Rather, I’m grateful they do so cheaply lest more of our taxes be
squandered on this lunacy.
The GAO’s
success in sneaking its purchases through the checkpoints proves
the TSA’s futility: CBS
News fears that "...a team of terrorists working together
could easily beat the system. ‘If you start to break up all the
components [of an IED or IID] over several different people, and
you bring them in in different ways, on your person, in your carry-on
luggage, how is a TSA screener supposed to put all those pieces
together?’ says CBS News security analyst Paul Kurtz." But
the Feds take a contrary lesson from the TSA’s inability to detect
"components": screeners
should abuse us serfs more "aggressively" and "unpredictably."

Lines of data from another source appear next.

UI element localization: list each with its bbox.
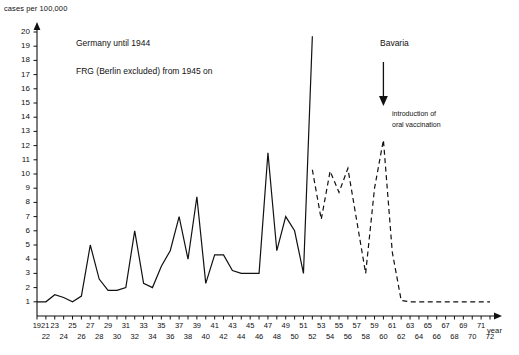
x-tick-label: 49 <box>278 321 294 330</box>
x-tick-label: 53 <box>313 321 329 330</box>
x-tick-label: 38 <box>180 332 196 341</box>
x-tick-label: 42 <box>216 332 232 341</box>
x-tick-label: 65 <box>420 321 436 330</box>
x-tick-label: 63 <box>402 321 418 330</box>
x-tick-label: 69 <box>455 321 471 330</box>
y-tick-label: 10 <box>16 169 30 178</box>
y-tick-label: 1 <box>16 297 30 306</box>
x-tick-label: 67 <box>438 321 454 330</box>
x-tick-label: 22 <box>38 332 54 341</box>
x-tick-label: 24 <box>56 332 72 341</box>
x-tick-label: 31 <box>118 321 134 330</box>
x-tick-label: 68 <box>446 332 462 341</box>
y-tick-label: 6 <box>16 226 30 235</box>
x-tick-label: 27 <box>82 321 98 330</box>
x-tick-label: 23 <box>47 321 63 330</box>
x-tick-label: 61 <box>384 321 400 330</box>
x-tick-label: 39 <box>189 321 205 330</box>
x-tick-label: 60 <box>375 332 391 341</box>
y-tick-label: 11 <box>16 155 30 164</box>
x-tick-label: 43 <box>224 321 240 330</box>
x-tick-label: 50 <box>287 332 303 341</box>
x-tick-label: 58 <box>358 332 374 341</box>
y-tick-label: 2 <box>16 283 30 292</box>
y-tick-label: 20 <box>16 27 30 36</box>
x-tick-label: 48 <box>269 332 285 341</box>
x-tick-label: 44 <box>233 332 249 341</box>
x-tick-label: 30 <box>109 332 125 341</box>
series-solid <box>37 36 312 302</box>
y-tick-label: 19 <box>16 41 30 50</box>
x-tick-label: 71 <box>473 321 489 330</box>
series-dashed <box>312 140 490 302</box>
y-tick-label: 18 <box>16 55 30 64</box>
x-tick-label: 45 <box>242 321 258 330</box>
vaccination-arrow <box>379 62 388 106</box>
x-tick-label: 29 <box>100 321 116 330</box>
x-tick-label: 51 <box>295 321 311 330</box>
x-tick-label: 25 <box>65 321 81 330</box>
x-tick-label: 55 <box>331 321 347 330</box>
y-tick-label: 14 <box>16 112 30 121</box>
x-tick-label: 34 <box>144 332 160 341</box>
x-tick-label: 66 <box>429 332 445 341</box>
y-tick-label: 9 <box>16 183 30 192</box>
x-tick-label: 32 <box>127 332 143 341</box>
y-tick-label: 4 <box>16 254 30 263</box>
y-axis-arrow <box>34 22 41 30</box>
x-tick-label: 37 <box>171 321 187 330</box>
x-tick-label: 57 <box>349 321 365 330</box>
x-tick-label: 64 <box>411 332 427 341</box>
y-tick-label: 16 <box>16 84 30 93</box>
y-tick-label: 12 <box>16 141 30 150</box>
y-tick-label: 13 <box>16 126 30 135</box>
x-tick-label: 47 <box>260 321 276 330</box>
chart-plot <box>0 0 519 355</box>
y-tick-label: 5 <box>16 240 30 249</box>
y-tick-label: 17 <box>16 70 30 79</box>
y-tick-label: 7 <box>16 212 30 221</box>
x-tick-label: 56 <box>340 332 356 341</box>
x-tick-label: 28 <box>91 332 107 341</box>
x-tick-label: 59 <box>367 321 383 330</box>
x-tick-label: 46 <box>251 332 267 341</box>
y-tick-label: 3 <box>16 268 30 277</box>
x-tick-label: 33 <box>136 321 152 330</box>
x-axis-arrow <box>494 313 502 320</box>
x-tick-label: 62 <box>393 332 409 341</box>
x-tick-label: 26 <box>73 332 89 341</box>
x-tick-label: 52 <box>304 332 320 341</box>
x-tick-label: 36 <box>162 332 178 341</box>
x-tick-label: 72 <box>482 332 498 341</box>
x-tick-label: 35 <box>153 321 169 330</box>
x-tick-label: 54 <box>322 332 338 341</box>
y-tick-label: 8 <box>16 197 30 206</box>
chart-root: cases per 100,000 year Germany until 194… <box>0 0 519 355</box>
x-tick-label: 70 <box>464 332 480 341</box>
x-tick-label: 41 <box>207 321 223 330</box>
y-tick-label: 15 <box>16 98 30 107</box>
x-tick-label: 40 <box>198 332 214 341</box>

Why is it that every time the TSA fails, passengers pay the price?
This is only
the latest of the agency’s scandals. Its incompetence and chicanery
have been hogging headlines for weeks now. In October, USA
Today "obtained" a "classified report."
It said screeners’ "failed to find fake bombs hidden on undercover
agents posing as passengers" in 60% of the tests run at Chicago
O’Hare last year and in 75% of those at Los Angeles International.

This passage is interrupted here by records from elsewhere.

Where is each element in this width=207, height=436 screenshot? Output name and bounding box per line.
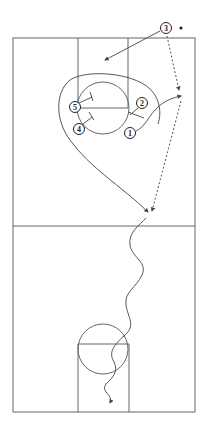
ball-icon [179, 26, 182, 29]
pass-arrow-3 [167, 36, 179, 90]
player-5[interactable]: 5 [70, 102, 81, 113]
player-5-label: 5 [73, 103, 77, 112]
player-4-label: 4 [77, 125, 81, 134]
player-2[interactable]: 2 [137, 98, 148, 109]
player-3-label: 3 [164, 24, 168, 33]
cut-arrow-3 [105, 31, 160, 60]
court-boundary [13, 38, 195, 412]
screen-4 [82, 117, 92, 125]
player-4[interactable]: 4 [74, 124, 85, 135]
player-2-label: 2 [140, 99, 144, 108]
bottom-free-throw-circle [78, 324, 128, 374]
play-diagram: 1 2 3 4 5 [0, 0, 207, 436]
dribble-arrow [104, 218, 146, 403]
actions [59, 31, 181, 403]
player-1[interactable]: 1 [125, 128, 136, 139]
court [13, 38, 195, 412]
pass-arrow-wing [152, 101, 181, 211]
screen-5 [79, 97, 92, 103]
player-1-label: 1 [128, 129, 132, 138]
screen-5-bar [90, 92, 93, 101]
curl-cut-arrow [59, 74, 160, 212]
player-3[interactable]: 3 [161, 23, 172, 34]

Such jaw-dropping scores are about average for the TSA: screeners
routinely miss most of what agents try to smuggle.
And that’s
despite cheating. Though they aren’t supposed to know that they’re
being tested, let alone the investigators’ identities, what contraband
they’re carrying and where they’ve stashed it, screeners are often
alerted to all those details. And have
been for years.
But only recently
did we learn who’s cluing them in. Earlier this month, NBC
News reported that "those tipoffs may have come from high
officials" at the TSA – specifically, from Mike Restovich,
Assistant Administrator of Security Operations. On April 28, 2006,
he emailed "Federal Security Directors" at airports nationwide
a "NOTICE
OF POSSIBLE SECURITY TEST." Mike advised that "This
information is provided for your situational awareness." Let’s
hope Restovich retched at such noxious jargon, but probably not.

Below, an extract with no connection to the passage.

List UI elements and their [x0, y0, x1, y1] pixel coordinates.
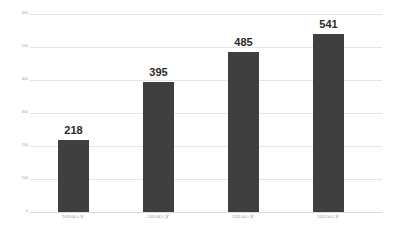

He then announced that "several airport authorities and airport
police departments [why do airports have police departments? Are
we passengers or prisoners?] have recently received informal notice
of possible DOT/FAA security testing at airports around the nation."
There followed a description of the investigators, their whereabouts,
and how they would bamboozle screeners.
This set the
usual nitwits roaring. Rep. Bennie Thompson (D-Miss), chairman of
the House Homeland Security Committee, caterwauls each time more
of the TSA’s dishonesty surfaces as though it’s the first. True
to form, he
wrote TSA chief "Kip" Hawley, "Any effort to undermine
the integrity of covert testing of TSA's screening checkpoints is
unacceptable." He posted his letter on the Committee’s website,
no doubt in the interests of transparent government.
Bennie
also convened a hearing on Wednesday to further the pretence
that he’s saving us from the TSA. This charade was as slickly packaged
as the latest bestseller, complete with title and subtitle, "Cover
Blown: Did TSA Tip Off Airport Screeners about Covert Testing?"
Duh. Bennie
tried to make his sound bites equally slick: "Our government
cannot play on our fears of an attack and then try to 'cheat' its
way through its mid-term exams," decreed the politician who
plays like a maestro on those fears.
Meanwhile,
Kip
dragged his sorry butt to the hearing’s microphone: "There
was no intent to tip off. There was no cheating." How to explain
Restovich’s wretched email, then? "Neither the Transportation
Department nor the Federal Aviation Administration – which were
[sic] referenced in the e-mail – conduct undercover tests
at TSA checkpoints, Hawley said…. The official who sent the e-mail
found the reference to these two agencies suspicious and decided
to share it with federal security directors at airports across the
country..." See? As always, the TSA was protecting us despite
our doubts and ingratitude. The email "was sent not as a tip-off,
but out of concern that al-Qaida or other terrorists might be posing
as transportation officials."
Yep. That’s
our concern, too.
November
19, 2007
Becky
Akers [send her mail]
writes primarily about the American Revolution.